In New York there is a strong public policy favoring individuals ordering and deciding their own interests through contractual arrangements, including by prenuptial agreements. Accordingly, duly executed prenuptial agreements are accorded the same presumption of legality as any other contract. Thus, under New York law, a prenuptial agreement is presumed to be valid unless the party challenging the agreement meets a very high burden of showing that it was the product of fraud, duress, overreaching by one spouse resulting in manifest unfairness to the other spouse, or unconscionability.
An agreement is “unconscionable” if it is one “which no person in his or her senses and not under delusion would make on the one hand, and no honest and fair person would accept on the other, the inequality being so strong and manifest as to shock the conscience and confound the judgment of any person of common sense.” Sanfilippo v. Sanfilippo, 137 A.D.3d 773, 774, 31 N.Y.S.3d 78. Although courts carefully scrutinize marital agreements based on the fiduciary relationship of the parties, “an agreement is not unconscionable merely because some terms may seem improvident; it must shock the conscience to be set aside” (Tremont v. Tremont, 35 AD3d 1046, 1048 [3d Dept 2006].
Nonetheless, it is critical to note that an agreement that might not have been unconscionable when entered into may become unconscionable at the time a final judgment would be entered. Maddaloni v. Maddaloni, 142 A.D.3d 646, 649, 36 N.Y.S.3d 695
The burden of proof as to unconscionability is on the party seeking to set aside the agreement.
That burden was satisfied in the recent case of Taha v. Elzemity, 157 A.D.3d 744, 68 N.Y.S.3d 493 (2d Dept. 2018).
The parties had married in 2007 and had three children. Shortly before their marriage, they entered into a prenuptial agreement. It provided, inter alia, that, in the event of separation or divorce, each party waived the right to the other's separate property, including property acquired from the proceeds of separate property acquired during the marriage; that each party would keep separate bank accounts; and that the husband's maintenance obligation would be limited to a lump sum payment of $20,000.
The husband had practiced medicine since 1987 and earned approximately $300,000 annually. The wife had been employed part-time as a sales person when the parties met, but did not work outside the home during the marriage and dedicated herself to the care of the household and the parties' children, one with special needs.
The Court determined, on appeal that the terms of the agreement were unconscionable since its enforcement would result in the risk of the wife becoming a public charge, and since she was unemployed, largely without assets, and was the primary caregiver for the parties' young children. For these reasons the Court overturned the lower court's order that had granted summary judgment in favor of the husband and it granted the wife's cross motion for summary judgment ordering that the prenuptial agreement was unenforceable.
The moral: Prenuptial agreements must be drafted with great care and must foresee the possibility that they will be judged in the light of unforeseen future circumstances.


Work request -> Print out the data precisely as it appears here, with no pictures.
___
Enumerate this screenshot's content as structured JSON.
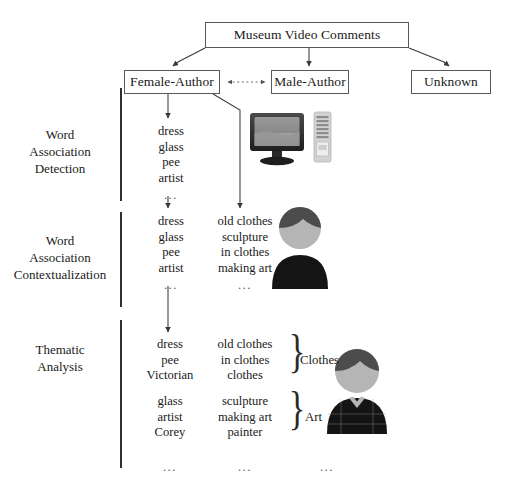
{
  "diagram": {
    "root_node": {
      "label": "Museum Video Comments"
    },
    "author_nodes": [
      {
        "id": "female-author",
        "label": "Female-Author"
      },
      {
        "id": "male-author",
        "label": "Male-Author"
      },
      {
        "id": "unknown",
        "label": "Unknown"
      }
    ],
    "stages": [
      {
        "id": "stage-1",
        "label_lines": [
          "Word",
          "Association",
          "Detection"
        ],
        "label": "Word Association Detection"
      },
      {
        "id": "stage-2",
        "label_lines": [
          "Word",
          "Association",
          "Contextualization"
        ],
        "label": "Word Association Contextualization"
      },
      {
        "id": "stage-3",
        "label_lines": [
          "Thematic",
          "Analysis"
        ],
        "label": "Thematic Analysis"
      }
    ],
    "stage1": {
      "column1": [
        "dress",
        "glass",
        "pee",
        "artist"
      ],
      "ellipsis": "..."
    },
    "stage2": {
      "column1": [
        "dress",
        "glass",
        "pee",
        "artist"
      ],
      "column2": [
        "old clothes",
        "sculpture",
        "in clothes",
        "making art"
      ],
      "ellipsis1": "...",
      "ellipsis2": "..."
    },
    "stage3": {
      "groups": [
        {
          "theme": "Clothes",
          "column1": [
            "dress",
            "pee",
            "Victorian"
          ],
          "column2": [
            "old clothes",
            "in clothes",
            "clothes"
          ],
          "brace": "}"
        },
        {
          "theme": "Art",
          "column1": [
            "glass",
            "artist",
            "Corey"
          ],
          "column2": [
            "sculpture",
            "making art",
            "painter"
          ],
          "brace": "}"
        }
      ],
      "bottom_ellipses": [
        "...",
        "...",
        "..."
      ]
    },
    "icons": [
      {
        "name": "monitor-icon",
        "description": "computer monitor"
      },
      {
        "name": "server-tower-icon",
        "description": "server tower"
      },
      {
        "name": "person-avatar-icon",
        "description": "person avatar dark hair"
      },
      {
        "name": "person-avatar-collared-icon",
        "description": "person avatar with collared plaid shirt"
      }
    ],
    "colors": {
      "box_border": "#555a5e",
      "text": "#1a1a1a",
      "connector": "#3a3a3a",
      "divider": "#2f2f2f",
      "monitor_bezel": "#2b2b2b",
      "monitor_screen": "#8e8e8e",
      "server_body": "#c9c9c9",
      "avatar_hair": "#4a4a4a",
      "avatar_face": "#b3b3b3",
      "avatar_body": "#141414"
    }
  }
}
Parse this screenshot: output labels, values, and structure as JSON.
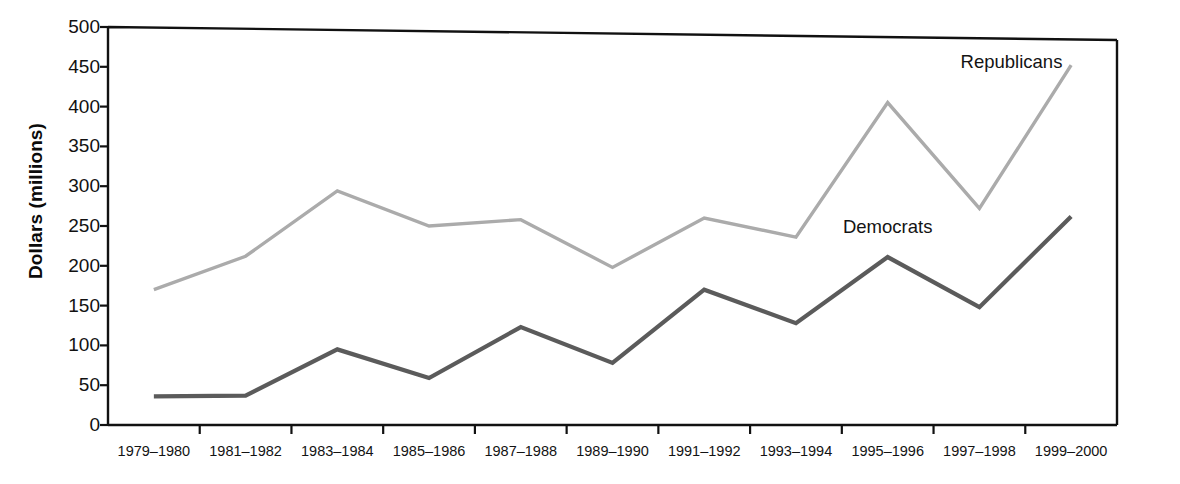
{
  "chart_data": {
    "type": "line",
    "title": "",
    "xlabel": "",
    "ylabel": "Dollars (millions)",
    "ylim": [
      0,
      500
    ],
    "yticks": [
      0,
      50,
      100,
      150,
      200,
      250,
      300,
      350,
      400,
      450,
      500
    ],
    "grid": false,
    "legend_position": "inline-annotations",
    "categories": [
      "1979–1980",
      "1981–1982",
      "1983–1984",
      "1985–1986",
      "1987–1988",
      "1989–1990",
      "1991–1992",
      "1993–1994",
      "1995–1996",
      "1997–1998",
      "1999–2000"
    ],
    "series": [
      {
        "name": "Republicans",
        "color": "#ababab",
        "values": [
          170,
          212,
          294,
          250,
          258,
          198,
          260,
          236,
          405,
          272,
          452
        ]
      },
      {
        "name": "Democrats",
        "color": "#5b5b5b",
        "values": [
          36,
          37,
          95,
          59,
          123,
          78,
          170,
          128,
          211,
          148,
          262
        ]
      }
    ],
    "annotations": [
      {
        "text": "Republicans",
        "series": "Republicans",
        "category_index": 9.35,
        "value": 455
      },
      {
        "text": "Democrats",
        "series": "Democrats",
        "category_index": 8.0,
        "value": 248
      }
    ]
  },
  "axis": {
    "y_axis_label": "Dollars (millions)",
    "y_tick_labels": [
      "500",
      "450",
      "400",
      "350",
      "300",
      "250",
      "200",
      "150",
      "100",
      "50",
      "0"
    ],
    "x_tick_labels": [
      "1979–1980",
      "1981–1982",
      "1983–1984",
      "1985–1986",
      "1987–1988",
      "1989–1990",
      "1991–1992",
      "1993–1994",
      "1995–1996",
      "1997–1998",
      "1999–2000"
    ],
    "axis_color": "#111111"
  }
}
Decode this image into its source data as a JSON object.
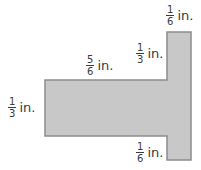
___
Solution for this problem ->
Enumerate this screenshot's content as structured JSON.
{
  "diagram": {
    "root_node": {
      "label": "Museum Video Comments"
    },
    "author_nodes": [
      {
        "id": "female-author",
        "label": "Female-Author"
      },
      {
        "id": "male-author",
        "label": "Male-Author"
      },
      {
        "id": "unknown",
        "label": "Unknown"
      }
    ],
    "stages": [
      {
        "id": "stage-1",
        "label_lines": [
          "Word",
          "Association",
          "Detection"
        ],
        "label": "Word Association Detection"
      },
      {
        "id": "stage-2",
        "label_lines": [
          "Word",
          "Association",
          "Contextualization"
        ],
        "label": "Word Association Contextualization"
      },
      {
        "id": "stage-3",
        "label_lines": [
          "Thematic",
          "Analysis"
        ],
        "label": "Thematic Analysis"
      }
    ],
    "stage1": {
      "column1": [
        "dress",
        "glass",
        "pee",
        "artist"
      ],
      "ellipsis": "..."
    },
    "stage2": {
      "column1": [
        "dress",
        "glass",
        "pee",
        "artist"
      ],
      "column2": [
        "old clothes",
        "sculpture",
        "in clothes",
        "making art"
      ],
      "ellipsis1": "...",
      "ellipsis2": "..."
    },
    "stage3": {
      "groups": [
        {
          "theme": "Clothes",
          "column1": [
            "dress",
            "pee",
            "Victorian"
          ],
          "column2": [
            "old clothes",
            "in clothes",
            "clothes"
          ],
          "brace": "}"
        },
        {
          "theme": "Art",
          "column1": [
            "glass",
            "artist",
            "Corey"
          ],
          "column2": [
            "sculpture",
            "making art",
            "painter"
          ],
          "brace": "}"
        }
      ],
      "bottom_ellipses": [
        "...",
        "...",
        "..."
      ]
    },
    "icons": [
      {
        "name": "monitor-icon",
        "description": "computer monitor"
      },
      {
        "name": "server-tower-icon",
        "description": "server tower"
      },
      {
        "name": "person-avatar-icon",
        "description": "person avatar dark hair"
      },
      {
        "name": "person-avatar-collared-icon",
        "description": "person avatar with collared plaid shirt"
      }
    ],
    "colors": {
      "box_border": "#555a5e",
      "text": "#1a1a1a",
      "connector": "#3a3a3a",
      "divider": "#2f2f2f",
      "monitor_bezel": "#2b2b2b",
      "monitor_screen": "#8e8e8e",
      "server_body": "#c9c9c9",
      "avatar_hair": "#4a4a4a",
      "avatar_face": "#b3b3b3",
      "avatar_body": "#141414"
    }
  }
}
Parse this screenshot: output labels, values, and structure as JSON.
{
  "chart_data": {
    "type": "line",
    "title": "",
    "xlabel": "",
    "ylabel": "Dollars (millions)",
    "ylim": [
      0,
      500
    ],
    "yticks": [
      0,
      50,
      100,
      150,
      200,
      250,
      300,
      350,
      400,
      450,
      500
    ],
    "grid": false,
    "legend_position": "inline-annotations",
    "categories": [
      "1979–1980",
      "1981–1982",
      "1983–1984",
      "1985–1986",
      "1987–1988",
      "1989–1990",
      "1991–1992",
      "1993–1994",
      "1995–1996",
      "1997–1998",
      "1999–2000"
    ],
    "series": [
      {
        "name": "Republicans",
        "color": "#ababab",
        "values": [
          170,
          212,
          294,
          250,
          258,
          198,
          260,
          236,
          405,
          272,
          452
        ]
      },
      {
        "name": "Democrats",
        "color": "#5b5b5b",
        "values": [
          36,
          37,
          95,
          59,
          123,
          78,
          170,
          128,
          211,
          148,
          262
        ]
      }
    ],
    "annotations": [
      {
        "text": "Republicans",
        "series": "Republicans",
        "category_index": 9.35,
        "value": 455
      },
      {
        "text": "Democrats",
        "series": "Democrats",
        "category_index": 8.0,
        "value": 248
      }
    ]
  },
  "axis": {
    "y_axis_label": "Dollars (millions)",
    "y_tick_labels": [
      "500",
      "450",
      "400",
      "350",
      "300",
      "250",
      "200",
      "150",
      "100",
      "50",
      "0"
    ],
    "x_tick_labels": [
      "1979–1980",
      "1981–1982",
      "1983–1984",
      "1985–1986",
      "1987–1988",
      "1989–1990",
      "1991–1992",
      "1993–1994",
      "1995–1996",
      "1997–1998",
      "1999–2000"
    ],
    "axis_color": "#111111"
  }
}
Decode this image into its source data as a JSON object.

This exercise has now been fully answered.